AMC comes to Israel

The new cable channel airs classic US films and TV series.

‘Hap and Leonard’ (photo credit: PR)
‘Hap and Leonard’
(photo credit: PR)
"Story matters here.” That’s the catchphrase that the AMC Channel put on the map, and now the channel has made its debut in Israel on what was formerly the MGM Channel on the HOT and YES cable networks. It is available on Channel 19 on both networks.
While once HBO and Showtime were the networks with the most popular and innovative programming, in recent years AMC has challenged and perhaps overtaken them.
Mad Men was AMC’s first scripted series, and that was quickly followed by Breaking Bad and The Walking Dead. Breaking Bad and The Walking Dead have spawned two successful spin-offs – Better Call Saul and Fear the Walking Dead. AMC has added talk shows about its top-rated programs that have become surprisingly popular in their own right, Talking Dead and Talking Saul. Other AMC shows include Hell on Wheels, Humans and Turn.
The first season of Fear the Walking Dead just started airing on the AMC Channel, and the second season will be shown starting on May 16.
Fear the Walking Dead tells of the origins of the zombie outbreak as it is experienced by a few families in Los Angeles. It stars Kim Dickens, who is currently also appearing on House of Cards and has been in the series Sons of Anarchy, Treme, Friday Night Lights and the movie Gone Girl. Cliff Curtis, who plays her boyfriend, is an actor from New Zealand of Maori descent who was in Whale Rider but here plays a Latin American teacher.
The show doesn’t match the thrills of the first season of The Walking Dead, but zombie fanatics will want to tune in. One interesting twist is that early in the epidemic, videos of cops shooting zombies go viral and are misinterpreted as police brutality, which sends thousands into the streets demonstrating.
Season Two will pick up where the first season left off, with the main characters fleeing on a yacht.
Season One of Humans, an acclaimed British series (based on an acclaimed Swedish series) will start airing on April 6 at 9 p.m. It’s about a parallel present where the new must-have gadget is a Synth, a stunningly lifelike robot. But as always happens with these stunningly lifelike robots, things don’t go as planned. They are both mistreated by humans and also threaten the humans. William Hurt, the Oscar-winning actor who barely works these days, plays a scientist. If there were such robots available in real life, I would worry less that they would try to take over my household and more that the kind I would be able to afford would break everything, but there is definitely a fascination with malevolent AI beings now.
A new series, Hap and Leonard, will also begin airing on the channel soon. It stars James Purefoy (The Following) as a draft dodger who starts working for Leonard (Michael Kenneth Williams, who played Omar on The Wire), a private investigator, in East Texas. Also starring Christina Hendricks (Joan on Mad Men), it is a comedy/action/ thriller, very much in the spirit of author Elmore Leonard, although it isn’t actually based on his books.
The John Le Carre miniseries The Night Manager will begin airing on the AMC Channel in June.
Also coming up is the dystopian series Into the Badlands, an ultraviolent show about a kind of Hunger Games/Mad Max world that looks like it was filmed on the old sets from Gone with the Wind.
The letters AMC stand for American Movie Channel, and AMC has access to the movies from the MGM catalogue, which it will be broadcasting part of every day. In the past, I have written how the MGM Channel had begun showing the weak movies, films that were never associated with the great studio in its heyday but were produced by unrelated affiliates in the last two decades.
So far at least, AMC is showing some of MGM’s flagship movies, among them Birdman of Alcatraz, Fargo and The Trip. Let’s hope they continue to show higher quality movies than the MGM Channel did in the past.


What to work on =
Only the text belongs in the answer: every line of the records below, transcribed exactly.
^^^^
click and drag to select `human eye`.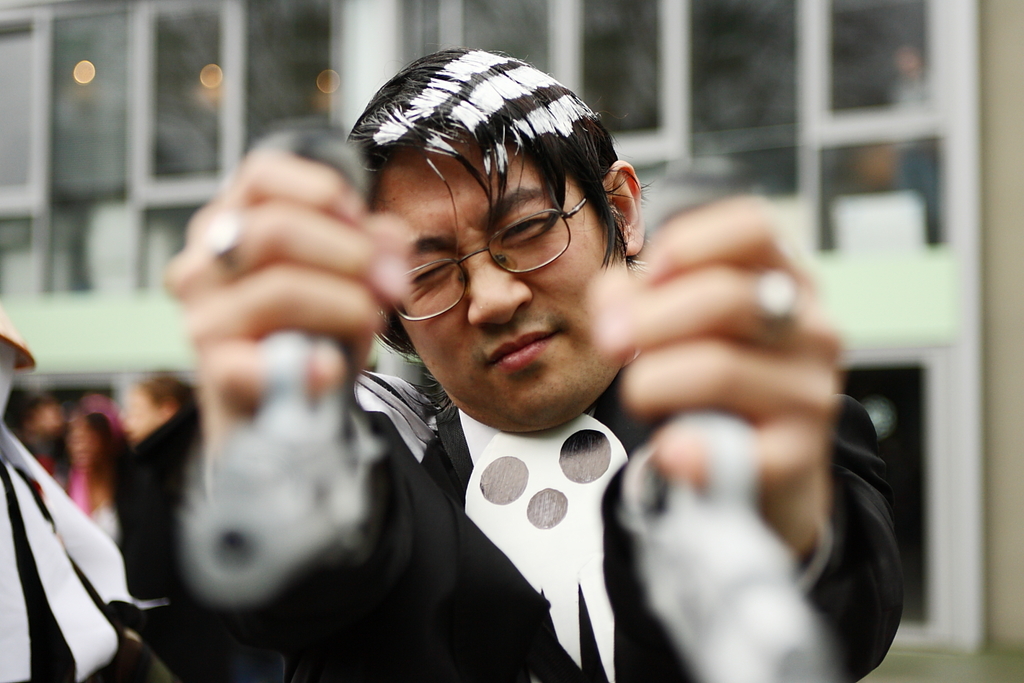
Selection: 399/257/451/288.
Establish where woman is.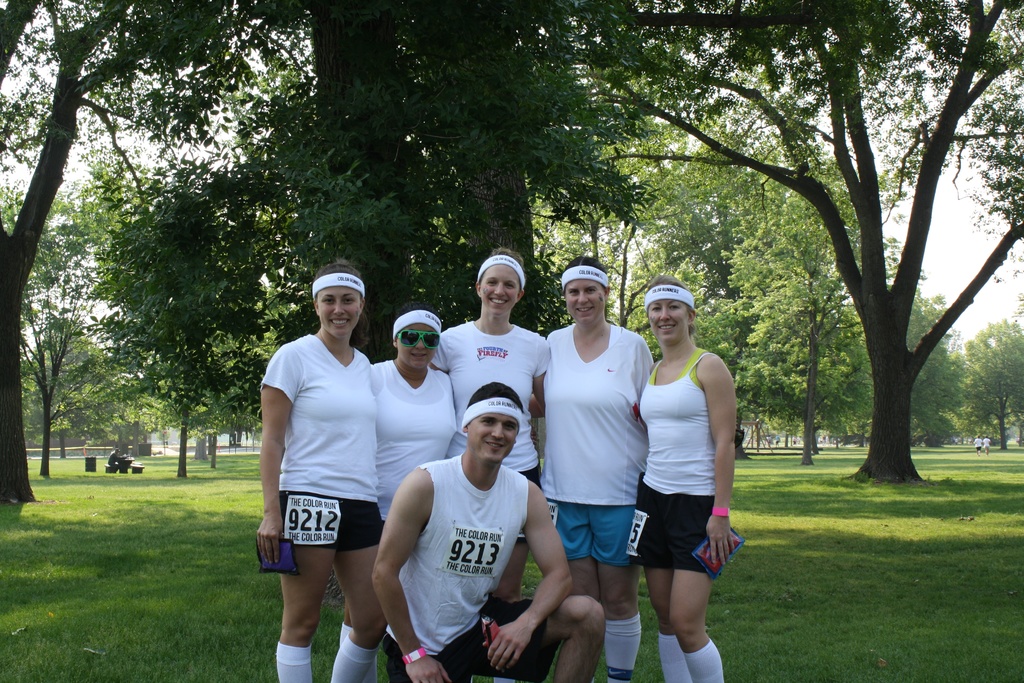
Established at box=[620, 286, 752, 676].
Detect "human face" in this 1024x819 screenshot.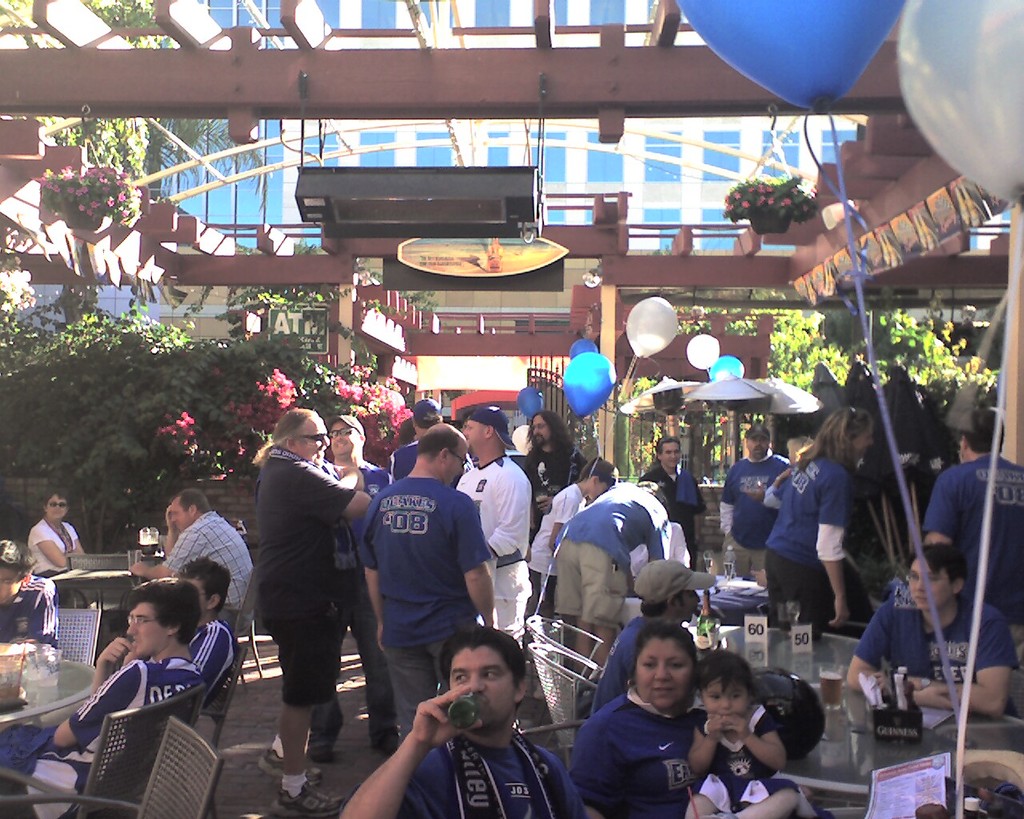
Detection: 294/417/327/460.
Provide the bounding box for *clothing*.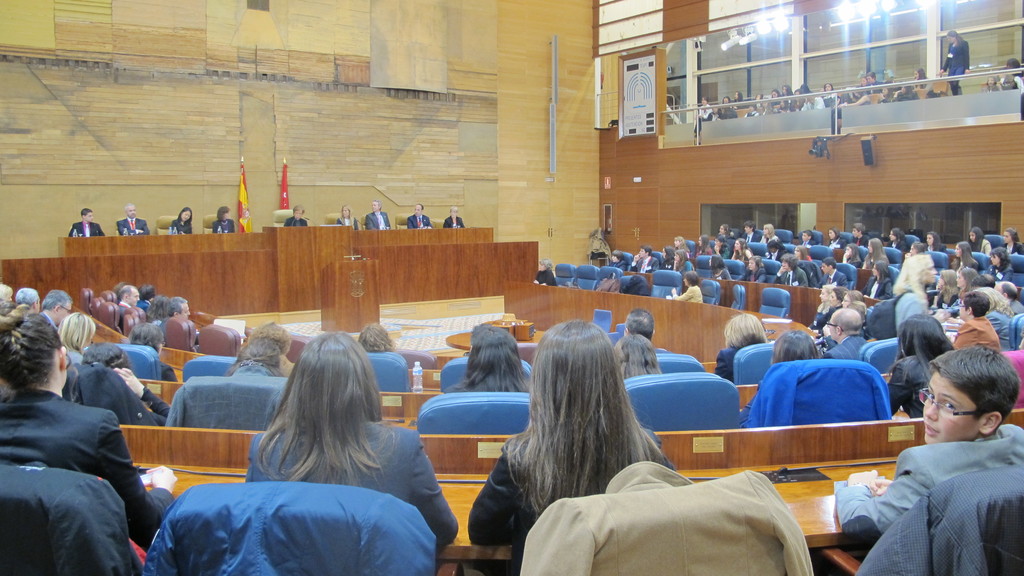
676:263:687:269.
^^^^
Exercise solution =
click and drag to select `human eye`.
Selection: 399/257/451/288.
Establish where woman is.
Established at box=[620, 286, 752, 676].
Detect "human face" in this 1024x819 screenshot.
Detection: 294/417/327/460.
Provide the bounding box for *clothing*.
676:263:687:269.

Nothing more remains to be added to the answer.